HELSINKI - China's space ambitions are apparently running on a tight schedule, with a fresh batch of state-led and commercial rockets lined up for their debut flights and first stage recovery attempts in the coming weeks and months. Because clearly, one or two new rockets just aren't enough to ease the launch bottleneck for the country's megaconstellation projects.

The state-owned CASC's Long March 12B recently appeared vertical on the pad at the Dongfeng Commercial Space Innovation Test Zone within the Jiuquan Satellite Launch Center, northwest China, according to unofficial images. The rocket, which follows a January hotfire test, sports landing legs, though it's unclear if anyone will actually try to recover the first stage on its maiden voyage. The 4-meter-diameter class rocket runs on kerosene and liquid oxygen, with a "20-ton-class low Earth orbit carrying capacity," though the exact numbers for expendable and recoverable modes remain a mystery.
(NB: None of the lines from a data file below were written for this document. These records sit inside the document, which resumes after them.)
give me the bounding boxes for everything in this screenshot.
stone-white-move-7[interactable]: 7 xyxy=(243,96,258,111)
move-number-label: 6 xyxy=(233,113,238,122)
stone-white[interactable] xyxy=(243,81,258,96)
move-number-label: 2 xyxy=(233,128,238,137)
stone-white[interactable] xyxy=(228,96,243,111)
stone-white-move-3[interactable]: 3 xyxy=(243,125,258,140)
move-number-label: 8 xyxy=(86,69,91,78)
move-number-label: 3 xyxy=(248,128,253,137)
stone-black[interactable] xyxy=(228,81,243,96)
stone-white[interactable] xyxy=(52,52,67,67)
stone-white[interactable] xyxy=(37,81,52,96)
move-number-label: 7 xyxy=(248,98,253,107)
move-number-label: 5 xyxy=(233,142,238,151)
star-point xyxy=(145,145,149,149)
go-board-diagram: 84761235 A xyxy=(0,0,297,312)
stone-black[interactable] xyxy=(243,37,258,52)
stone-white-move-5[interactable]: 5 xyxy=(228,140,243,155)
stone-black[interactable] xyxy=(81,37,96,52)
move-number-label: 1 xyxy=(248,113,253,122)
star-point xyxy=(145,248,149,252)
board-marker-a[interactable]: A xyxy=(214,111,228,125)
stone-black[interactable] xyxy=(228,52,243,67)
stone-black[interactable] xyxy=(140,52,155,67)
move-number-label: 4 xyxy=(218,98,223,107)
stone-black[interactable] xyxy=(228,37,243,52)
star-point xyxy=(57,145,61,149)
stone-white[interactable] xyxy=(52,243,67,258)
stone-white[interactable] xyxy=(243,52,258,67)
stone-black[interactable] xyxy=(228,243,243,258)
This rocket is distinct from the Long March 12A, which debuted in December 2025 but made a failed recovery attempt and uses methane-liquid oxygen engines. That one can deliver around 9,000 kilograms to low Earth orbit (LEO), or about 6,000 kg when the first stage is recovered, landing at a dedicated site downrange of Jiuquan. No solid launch date for the 12B yet, but earlier statements point to sometime in the first half of 2026.

Also vertical at the same test zone is commercial firm Galactic Energy's first liquid propellant launcher, the Pallas-1. The company completed phase 1 of its Pallas series rocket launch site on May 26, according to a statement. The rocket has landing legs and grid fins for reusability, but an attempted recovery on the first flight is not expected - presumably because they want to see if it works before trying to catch it. Pallas-1 is a kerosene-liquid oxygen rocket capable of carrying 7,000 kilograms of payload to a 200-km LEO (down from an earlier stated 8,000 kg). Galactic Energy also aims to debut the much larger Pallas-2 (20,000 kg to LEO) in 2027.
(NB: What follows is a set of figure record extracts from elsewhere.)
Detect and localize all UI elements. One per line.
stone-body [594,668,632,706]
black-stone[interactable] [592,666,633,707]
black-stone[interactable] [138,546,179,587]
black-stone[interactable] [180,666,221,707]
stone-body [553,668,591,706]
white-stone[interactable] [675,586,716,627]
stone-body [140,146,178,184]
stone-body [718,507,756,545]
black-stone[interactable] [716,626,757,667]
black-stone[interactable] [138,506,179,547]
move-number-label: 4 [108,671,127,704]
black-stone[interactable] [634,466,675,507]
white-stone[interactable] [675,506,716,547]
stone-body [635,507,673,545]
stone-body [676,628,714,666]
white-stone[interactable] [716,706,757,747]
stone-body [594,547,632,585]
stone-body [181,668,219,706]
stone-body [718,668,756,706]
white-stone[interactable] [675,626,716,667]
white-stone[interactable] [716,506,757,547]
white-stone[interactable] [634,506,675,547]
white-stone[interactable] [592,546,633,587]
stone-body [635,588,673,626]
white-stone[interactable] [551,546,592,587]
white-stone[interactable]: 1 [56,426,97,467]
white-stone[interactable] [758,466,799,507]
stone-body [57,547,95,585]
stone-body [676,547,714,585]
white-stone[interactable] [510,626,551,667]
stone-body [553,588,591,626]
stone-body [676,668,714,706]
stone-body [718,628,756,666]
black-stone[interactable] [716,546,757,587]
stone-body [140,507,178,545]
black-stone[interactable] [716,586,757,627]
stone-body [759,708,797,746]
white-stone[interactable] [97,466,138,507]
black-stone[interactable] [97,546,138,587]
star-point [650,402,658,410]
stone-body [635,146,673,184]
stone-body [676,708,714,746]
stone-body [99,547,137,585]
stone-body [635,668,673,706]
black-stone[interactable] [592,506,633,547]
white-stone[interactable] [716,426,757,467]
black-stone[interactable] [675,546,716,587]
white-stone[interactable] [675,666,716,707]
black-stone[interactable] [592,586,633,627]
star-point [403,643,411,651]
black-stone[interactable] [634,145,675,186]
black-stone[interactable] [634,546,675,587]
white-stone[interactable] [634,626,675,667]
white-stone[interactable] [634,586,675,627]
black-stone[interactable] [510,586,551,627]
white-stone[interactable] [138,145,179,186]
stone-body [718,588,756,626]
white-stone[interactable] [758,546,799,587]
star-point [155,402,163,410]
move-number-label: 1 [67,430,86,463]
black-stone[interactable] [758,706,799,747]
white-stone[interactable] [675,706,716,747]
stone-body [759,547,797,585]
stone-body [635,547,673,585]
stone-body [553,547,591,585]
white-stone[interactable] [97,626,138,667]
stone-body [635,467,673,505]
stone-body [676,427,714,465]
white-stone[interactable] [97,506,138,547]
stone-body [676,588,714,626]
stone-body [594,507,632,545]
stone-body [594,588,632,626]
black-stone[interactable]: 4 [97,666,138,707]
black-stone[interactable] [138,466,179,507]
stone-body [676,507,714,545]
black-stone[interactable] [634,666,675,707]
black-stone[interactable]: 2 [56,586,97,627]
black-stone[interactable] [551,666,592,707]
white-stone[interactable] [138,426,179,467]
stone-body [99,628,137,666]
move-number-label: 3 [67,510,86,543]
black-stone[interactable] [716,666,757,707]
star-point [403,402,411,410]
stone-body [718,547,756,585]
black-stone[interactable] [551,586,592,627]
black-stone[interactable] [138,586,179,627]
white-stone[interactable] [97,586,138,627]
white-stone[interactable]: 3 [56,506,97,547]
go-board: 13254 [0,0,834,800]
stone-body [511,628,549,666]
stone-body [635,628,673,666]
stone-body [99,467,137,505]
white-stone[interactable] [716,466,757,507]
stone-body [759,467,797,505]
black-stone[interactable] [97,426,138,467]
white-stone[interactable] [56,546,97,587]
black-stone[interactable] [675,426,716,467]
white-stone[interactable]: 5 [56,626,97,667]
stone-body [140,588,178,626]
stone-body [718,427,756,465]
Over at iSpace, the Hyperbola-3's first-stage sea recovery landing system has completed full-profile ground verification, following a full-scale drop and shock test using a flight-weight first stage and landing legs, the company stated May 17. The rocket is officially expected to debut before the end of 2026, though recent milestones suggest the company might be ready earlier - and with a record D++ funding round of $729 million in February, they can afford to be optimistic.

The Long March 10B, a cargo version of the human-rated Long March 10A for the new Mengzhou crew spacecraft and key to China's lunar landing ambitions, rolled out to Wenchang Commercial LC-2 in early April and completed a successful wet dress rehearsal. It's targeting a booster sea-catch recovery attempt using a ship equipped with a wire recovery system. An expected test flight didn't immediately follow, with suggestions that an attempt may not come until July. The launch is significant given its relation to China's crewed lunar launch architecture, which is a polite way of saying "they really need this to work."
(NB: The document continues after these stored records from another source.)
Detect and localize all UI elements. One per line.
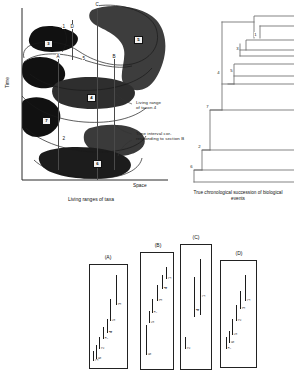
range-bar-a-3 bbox=[116, 275, 117, 305]
range-bar-a-4 bbox=[107, 319, 108, 333]
range-bar-b-5 bbox=[149, 311, 150, 323]
range-bar-a-2 bbox=[99, 337, 100, 349]
section-label-a: (A) bbox=[93, 254, 123, 260]
range-bar-a-1 bbox=[93, 351, 94, 361]
taxon-chip-4: 4 bbox=[87, 94, 96, 102]
range-bar-a-7 bbox=[103, 327, 104, 339]
tree-node-3: 3 bbox=[236, 46, 239, 51]
section-marker-d: D bbox=[70, 24, 74, 29]
range-label-d-7: 7 bbox=[228, 347, 232, 349]
section-box-c: 1 4 2 bbox=[180, 244, 212, 370]
taxon-marker-1: 1 bbox=[62, 24, 65, 29]
section-box-b: 1 4 3 7 5 6 bbox=[140, 252, 174, 370]
section-label-c: (C) bbox=[181, 234, 211, 240]
section-box-a: 3 5 4 7 2 6 1 bbox=[89, 264, 128, 369]
range-label-d-6: 6 bbox=[231, 341, 235, 343]
range-label-b-3: 3 bbox=[159, 299, 163, 301]
section-label-b: (B) bbox=[143, 242, 173, 248]
range-label-a-3: 3 bbox=[118, 303, 122, 305]
range-label-b-6: 6 bbox=[148, 353, 152, 355]
range-label-a-4: 4 bbox=[109, 331, 113, 333]
taxon-chip-6: 6 bbox=[93, 160, 102, 168]
figure-root: C D 1 A 5 B 3 5 4 7 6 2 Living range of … bbox=[0, 0, 294, 381]
range-bar-c-2 bbox=[185, 337, 186, 349]
section-line-a bbox=[58, 58, 59, 170]
range-bar-d-1 bbox=[245, 275, 246, 301]
caption-tree: True chronological succession of biologi… bbox=[186, 190, 290, 202]
caption-living-ranges: Living ranges of taxa bbox=[36, 196, 146, 202]
range-bar-a-6 bbox=[96, 345, 97, 359]
range-label-d-2: 2 bbox=[238, 319, 242, 321]
range-bar-d-5 bbox=[232, 319, 233, 335]
range-bar-d-6 bbox=[229, 331, 230, 343]
tree-node-2: 2 bbox=[198, 144, 201, 149]
range-bar-d-7 bbox=[226, 337, 227, 349]
taxon-chip-3: 3 bbox=[44, 40, 53, 48]
taxon-blob-7 bbox=[20, 97, 60, 137]
range-bar-b-7 bbox=[152, 299, 153, 313]
panel-true-chronological-tree: 1 3 4 5 7 2 6 True chronological success… bbox=[182, 0, 294, 212]
range-bar-b-6 bbox=[146, 325, 147, 355]
tree-node-7: 7 bbox=[206, 104, 209, 109]
taxon-chip-7: 7 bbox=[42, 117, 51, 125]
tree-node-4: 4 bbox=[217, 70, 220, 75]
section-line-c bbox=[97, 8, 98, 180]
section-line-b bbox=[114, 58, 115, 170]
range-label-c-1: 1 bbox=[202, 295, 206, 297]
annotation-time-interval-section-b: Time interval cor- responding to section… bbox=[136, 131, 184, 141]
tree-drawing bbox=[182, 0, 294, 190]
taxon-blob-3 bbox=[29, 26, 78, 52]
range-label-a-2: 2 bbox=[101, 347, 105, 349]
section-marker-b: B bbox=[112, 54, 116, 59]
range-label-b-7: 7 bbox=[154, 311, 158, 313]
range-bar-c-1 bbox=[200, 259, 201, 315]
annotation-living-range-taxon-4: Living range of taxon 4 bbox=[136, 100, 161, 110]
taxon-marker-5: 5 bbox=[82, 56, 85, 61]
range-label-c-4: 4 bbox=[196, 309, 200, 311]
range-bar-b-1 bbox=[166, 267, 167, 279]
range-bar-b-3 bbox=[157, 285, 158, 301]
axis-label-time: Time bbox=[4, 77, 10, 88]
range-label-a-1: 1 bbox=[95, 359, 99, 361]
axis-label-space: Space bbox=[133, 183, 147, 188]
taxon-marker-2: 2 bbox=[62, 136, 65, 141]
range-label-b-1: 1 bbox=[168, 277, 172, 279]
range-label-d-1: 1 bbox=[247, 299, 251, 301]
range-label-c-2: 2 bbox=[187, 347, 191, 349]
tree-node-5: 5 bbox=[230, 68, 233, 73]
range-label-b-4: 4 bbox=[164, 287, 168, 289]
panel-living-ranges: C D 1 A 5 B 3 5 4 7 6 2 Living range of … bbox=[0, 0, 182, 212]
range-label-a-7: 7 bbox=[105, 337, 109, 339]
range-bar-c-4 bbox=[194, 277, 195, 317]
section-box-d: 1 3 2 5 6 7 bbox=[220, 260, 257, 368]
range-label-a-5: 5 bbox=[112, 319, 116, 321]
range-bar-a-5 bbox=[110, 299, 111, 321]
tree-node-6: 6 bbox=[190, 164, 193, 169]
section-marker-c: C bbox=[95, 2, 99, 7]
range-bar-d-3 bbox=[240, 291, 241, 309]
taxon-chip-5: 5 bbox=[134, 36, 143, 44]
panel-stratigraphic-sections: (A) 3 5 4 7 2 6 1 (B) 1 4 3 7 bbox=[0, 224, 294, 381]
section-marker-a: A bbox=[56, 54, 60, 59]
range-bar-b-4 bbox=[162, 275, 163, 289]
range-label-d-5: 5 bbox=[234, 333, 238, 335]
section-label-d: (D) bbox=[224, 250, 254, 256]
range-label-b-5: 5 bbox=[151, 321, 155, 323]
range-label-d-3: 3 bbox=[242, 307, 246, 309]
tree-node-1: 1 bbox=[254, 32, 257, 37]
taxon-blob-4 bbox=[52, 77, 135, 109]
range-bar-d-2 bbox=[236, 305, 237, 321]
The Long March 10A is expected to debut later this year, following a successful in-flight abort test for Mengzhou that doubled as a simulated first stage flight and powered descent.

Another recovery attempt is expected from Landspace with its Zhuque-3, which successfully reached orbit late last year but failed in the latter stages of a first stage powered descent and landing attempt. The company stated it is targeting Q2 2026 for its second attempt, with suggestions the rocket has shipped to Jiuquan, but there's no sign of an imminent launch attempt at present.

These expected flights follow two debuts of new Chinese rockets in March and April this year: the Tianlong-3 from Space Pioneer failed to reach orbit, while CAS Space's Kinetica-2 was successful. So the score is currently one win, one loss - but China is clearly not done rolling the dice.